The Navy’s ability to build lower-cost warships that can shoot down Houthi rebel missiles in the Red Sea depends in part on a 25-year-old laborer who previously made parts for garbage trucks.
Lucas Andreini, a welder at Fincantieri Marinette Marine, in Marinette, Wisconsin, is among thousands of young workers who’ve received employer-sponsored training nationwide as shipyards struggle to hire and retain employees.
The labor shortage is one of myriad challenges that have led to backlogs in ship production and maintenance at a time when the Navy faces expanding global threats. Combined with shifting defense priorities, last-minute design changes and cost overruns, it has put the U.S. behind China in the number of ships at its disposal — and the gap is widening.
Navy shipbuilding is currently in “a terrible state” — the worst in a quarter century, says Eric Labs, a longtime naval analyst at the Congressional Budget Office. “I feel alarmed,” he said. “I don’t see a fast, easy way to get out of this problem. It’s taken us a long time to get into it.”
Marinette Marine is under contract to build six guided-missile frigates — the Navy’s newest surface warships — with options to build four more. But it only has enough workers to produce one frigate a year, according to Labs.
One of the industry’s chief problems is the struggle to hire and retain laborers for the challenging work of building new ships as graying veterans retire, taking decades of experience with them.
Shipyards across the country have created training academies and partnered with technical colleges to provide workers with the skills they need to construct high-tech warships. Submarine builders and the Navy formed an alliance to promote manufacturing careers, and shipyards are offering perks to retain workers once they’re hired.
Andreini trained for his job at Marinette through a program at Northeast Wisconsin Technical College. Prior to that, he spent several years as a production line welder, making components for garbage trucks. He said some of his buddies are held back by the stigma that shipbuilding is a “crappy work environment, and it’s unsafe.”
But that’s not the reality, he said. His health benefits are better than at his previous job, he’ll be getting a pension for the first time, and there’s an opportunity to acquire skills even more advanced than what he received during his initial training.
Plus, Andreini says, he feels like he’s serving his country.
“It makes me happy to be able to do my part, and possibly make sure sailors and some of my friends in the service come home safely,” said Andreini, whose father was in the Navy in Vietnam.
Alonie Lake, also a welder, fellow graduate of the technical college’s program and a single mom, is happy for a job with long-term stability — something Marinette’s backlog of Navy contracts virtually guarantees.
Lake, 32, said she thinks a lot of younger people are interested in jobs in the trades “and the satisfaction of working with their hands to create tangible results.”
Navy Secretary Carlos Del Toro recently underscored the importance of training programs during commencement ceremonies at a community college in Maine. The college has partnered with nearby Portsmouth Naval Shipyard to teach workers the skills needed to repair nuclear submarines.
“It is incumbent upon all of us to consider how we can best lend our talents and, in the case of the graduates, their newly developed skills, to build up our great nation for all Americans, and defend against the threats and challenges of today,” he said.
The Navy is trying to help shipyards ensure that once new workers are trained and hired, they stick around in a tight labor market.
In Wisconsin, part of $100 million in Navy funding that’s being provided to Marinette Marine is being used for retention bonuses at the shipyard, whose past employee retention was described by Del Toro as “atrocious.”
The shipyard, which employs more than 2,000 workers, is providing bonuses of up to $10,000 to keep workers, said spokesperson Eric Dent. “The workforce shortage is definitely a problem and it’s a problem across the board for all shipyards,” he said.
Retention is a concern even for shipyards that have met their goals, including Huntington Ingalls Industries, which makes destroyers and amphibious warships in Mississippi and aircraft carriers and submarines in Virginia.
The company is creating training partnerships with colleges and public schools at all grade levels. Enhancements in Mississippi include more than a million square feet (92,900 square meters) of covered work area, cooldown and hydration stations, and a second dining area with a Chick-fil-A. Huntington Ingalls also collaborated with the Navy and the city of Newport News, Virginia, to build a new parking garage for workers and sailors.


* WORK REQUEST *
Each word in the data below should be copied exactly; the images should not.

*** Opening of DATA PROVIDED ***

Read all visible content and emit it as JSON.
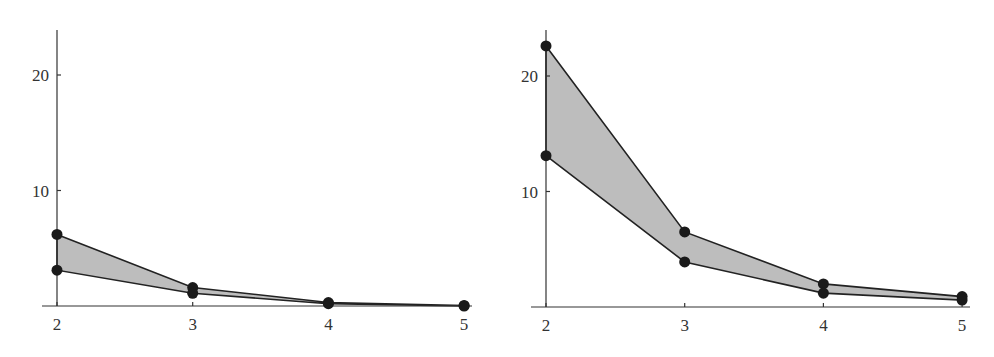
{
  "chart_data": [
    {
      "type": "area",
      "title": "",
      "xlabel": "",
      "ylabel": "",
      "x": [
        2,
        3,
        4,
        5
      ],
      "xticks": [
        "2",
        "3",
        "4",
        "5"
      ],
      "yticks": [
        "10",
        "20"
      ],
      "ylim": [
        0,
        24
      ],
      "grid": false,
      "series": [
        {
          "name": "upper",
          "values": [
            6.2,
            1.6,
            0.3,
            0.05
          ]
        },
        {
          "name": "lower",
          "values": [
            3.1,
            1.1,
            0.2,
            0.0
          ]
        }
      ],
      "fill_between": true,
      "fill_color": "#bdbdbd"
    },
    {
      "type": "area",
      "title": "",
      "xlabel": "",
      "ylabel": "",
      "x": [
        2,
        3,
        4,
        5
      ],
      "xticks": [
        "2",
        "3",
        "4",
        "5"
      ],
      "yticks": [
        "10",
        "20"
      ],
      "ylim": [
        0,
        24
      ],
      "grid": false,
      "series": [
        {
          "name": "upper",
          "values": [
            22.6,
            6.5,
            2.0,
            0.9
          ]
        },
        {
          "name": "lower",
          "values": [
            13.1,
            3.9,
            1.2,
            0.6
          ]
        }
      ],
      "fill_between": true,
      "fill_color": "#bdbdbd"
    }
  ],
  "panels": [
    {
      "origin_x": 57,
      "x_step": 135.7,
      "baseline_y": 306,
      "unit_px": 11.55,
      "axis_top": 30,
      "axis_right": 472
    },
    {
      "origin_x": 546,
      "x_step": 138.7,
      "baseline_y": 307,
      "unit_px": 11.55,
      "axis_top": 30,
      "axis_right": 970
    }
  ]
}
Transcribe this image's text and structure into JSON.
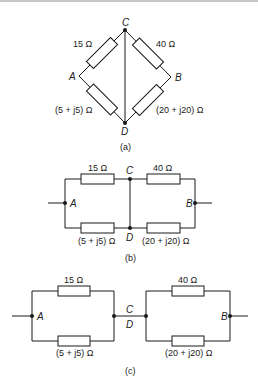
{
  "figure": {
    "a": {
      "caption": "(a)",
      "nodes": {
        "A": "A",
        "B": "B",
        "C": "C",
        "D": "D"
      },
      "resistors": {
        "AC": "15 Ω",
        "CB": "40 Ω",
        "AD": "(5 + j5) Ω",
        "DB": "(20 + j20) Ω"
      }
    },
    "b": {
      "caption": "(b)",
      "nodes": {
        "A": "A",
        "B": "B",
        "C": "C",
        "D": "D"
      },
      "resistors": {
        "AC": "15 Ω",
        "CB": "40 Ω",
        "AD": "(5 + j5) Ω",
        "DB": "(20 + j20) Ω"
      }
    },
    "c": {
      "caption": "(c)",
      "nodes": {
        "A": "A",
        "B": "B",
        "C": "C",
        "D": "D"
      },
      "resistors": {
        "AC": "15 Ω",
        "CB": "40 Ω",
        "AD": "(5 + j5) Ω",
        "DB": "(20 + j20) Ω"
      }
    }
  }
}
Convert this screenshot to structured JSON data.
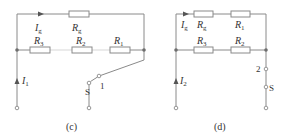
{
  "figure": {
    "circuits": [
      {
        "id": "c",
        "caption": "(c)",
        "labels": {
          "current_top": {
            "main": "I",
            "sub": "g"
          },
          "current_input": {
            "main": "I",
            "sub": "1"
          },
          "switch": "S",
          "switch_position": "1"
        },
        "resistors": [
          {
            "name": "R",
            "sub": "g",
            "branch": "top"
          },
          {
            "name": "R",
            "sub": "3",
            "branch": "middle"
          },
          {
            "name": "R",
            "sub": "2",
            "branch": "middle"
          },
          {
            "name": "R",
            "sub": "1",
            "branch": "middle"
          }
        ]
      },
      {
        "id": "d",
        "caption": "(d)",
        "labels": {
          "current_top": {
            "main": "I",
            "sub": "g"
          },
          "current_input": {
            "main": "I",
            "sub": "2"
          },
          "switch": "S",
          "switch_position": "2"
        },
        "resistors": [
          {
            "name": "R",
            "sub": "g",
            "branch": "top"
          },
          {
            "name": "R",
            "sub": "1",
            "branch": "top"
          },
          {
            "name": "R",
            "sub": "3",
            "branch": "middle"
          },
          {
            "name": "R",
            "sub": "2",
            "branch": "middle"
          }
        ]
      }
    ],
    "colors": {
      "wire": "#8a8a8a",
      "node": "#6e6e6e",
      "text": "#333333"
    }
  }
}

*** Close of DATA PROVIDED ***

* EXERCISE OUTPUT *
Read all visible content and emit it as JSON.
{
  "chart_data": [
    {
      "type": "area",
      "title": "",
      "xlabel": "",
      "ylabel": "",
      "x": [
        2,
        3,
        4,
        5
      ],
      "xticks": [
        "2",
        "3",
        "4",
        "5"
      ],
      "yticks": [
        "10",
        "20"
      ],
      "ylim": [
        0,
        24
      ],
      "grid": false,
      "series": [
        {
          "name": "upper",
          "values": [
            6.2,
            1.6,
            0.3,
            0.05
          ]
        },
        {
          "name": "lower",
          "values": [
            3.1,
            1.1,
            0.2,
            0.0
          ]
        }
      ],
      "fill_between": true,
      "fill_color": "#bdbdbd"
    },
    {
      "type": "area",
      "title": "",
      "xlabel": "",
      "ylabel": "",
      "x": [
        2,
        3,
        4,
        5
      ],
      "xticks": [
        "2",
        "3",
        "4",
        "5"
      ],
      "yticks": [
        "10",
        "20"
      ],
      "ylim": [
        0,
        24
      ],
      "grid": false,
      "series": [
        {
          "name": "upper",
          "values": [
            22.6,
            6.5,
            2.0,
            0.9
          ]
        },
        {
          "name": "lower",
          "values": [
            13.1,
            3.9,
            1.2,
            0.6
          ]
        }
      ],
      "fill_between": true,
      "fill_color": "#bdbdbd"
    }
  ],
  "panels": [
    {
      "origin_x": 57,
      "x_step": 135.7,
      "baseline_y": 306,
      "unit_px": 11.55,
      "axis_top": 30,
      "axis_right": 472
    },
    {
      "origin_x": 546,
      "x_step": 138.7,
      "baseline_y": 307,
      "unit_px": 11.55,
      "axis_top": 30,
      "axis_right": 970
    }
  ]
}
Transcribe this image's text and structure into JSON.
{
  "figure": {
    "a": {
      "caption": "(a)",
      "nodes": {
        "A": "A",
        "B": "B",
        "C": "C",
        "D": "D"
      },
      "resistors": {
        "AC": "15 Ω",
        "CB": "40 Ω",
        "AD": "(5 + j5) Ω",
        "DB": "(20 + j20) Ω"
      }
    },
    "b": {
      "caption": "(b)",
      "nodes": {
        "A": "A",
        "B": "B",
        "C": "C",
        "D": "D"
      },
      "resistors": {
        "AC": "15 Ω",
        "CB": "40 Ω",
        "AD": "(5 + j5) Ω",
        "DB": "(20 + j20) Ω"
      }
    },
    "c": {
      "caption": "(c)",
      "nodes": {
        "A": "A",
        "B": "B",
        "C": "C",
        "D": "D"
      },
      "resistors": {
        "AC": "15 Ω",
        "CB": "40 Ω",
        "AD": "(5 + j5) Ω",
        "DB": "(20 + j20) Ω"
      }
    }
  }
}
Convert this screenshot to structured JSON data.
{
  "figure": {
    "circuits": [
      {
        "id": "c",
        "caption": "(c)",
        "labels": {
          "current_top": {
            "main": "I",
            "sub": "g"
          },
          "current_input": {
            "main": "I",
            "sub": "1"
          },
          "switch": "S",
          "switch_position": "1"
        },
        "resistors": [
          {
            "name": "R",
            "sub": "g",
            "branch": "top"
          },
          {
            "name": "R",
            "sub": "3",
            "branch": "middle"
          },
          {
            "name": "R",
            "sub": "2",
            "branch": "middle"
          },
          {
            "name": "R",
            "sub": "1",
            "branch": "middle"
          }
        ]
      },
      {
        "id": "d",
        "caption": "(d)",
        "labels": {
          "current_top": {
            "main": "I",
            "sub": "g"
          },
          "current_input": {
            "main": "I",
            "sub": "2"
          },
          "switch": "S",
          "switch_position": "2"
        },
        "resistors": [
          {
            "name": "R",
            "sub": "g",
            "branch": "top"
          },
          {
            "name": "R",
            "sub": "1",
            "branch": "top"
          },
          {
            "name": "R",
            "sub": "3",
            "branch": "middle"
          },
          {
            "name": "R",
            "sub": "2",
            "branch": "middle"
          }
        ]
      }
    ],
    "colors": {
      "wire": "#8a8a8a",
      "node": "#6e6e6e",
      "text": "#333333"
    }
  }
}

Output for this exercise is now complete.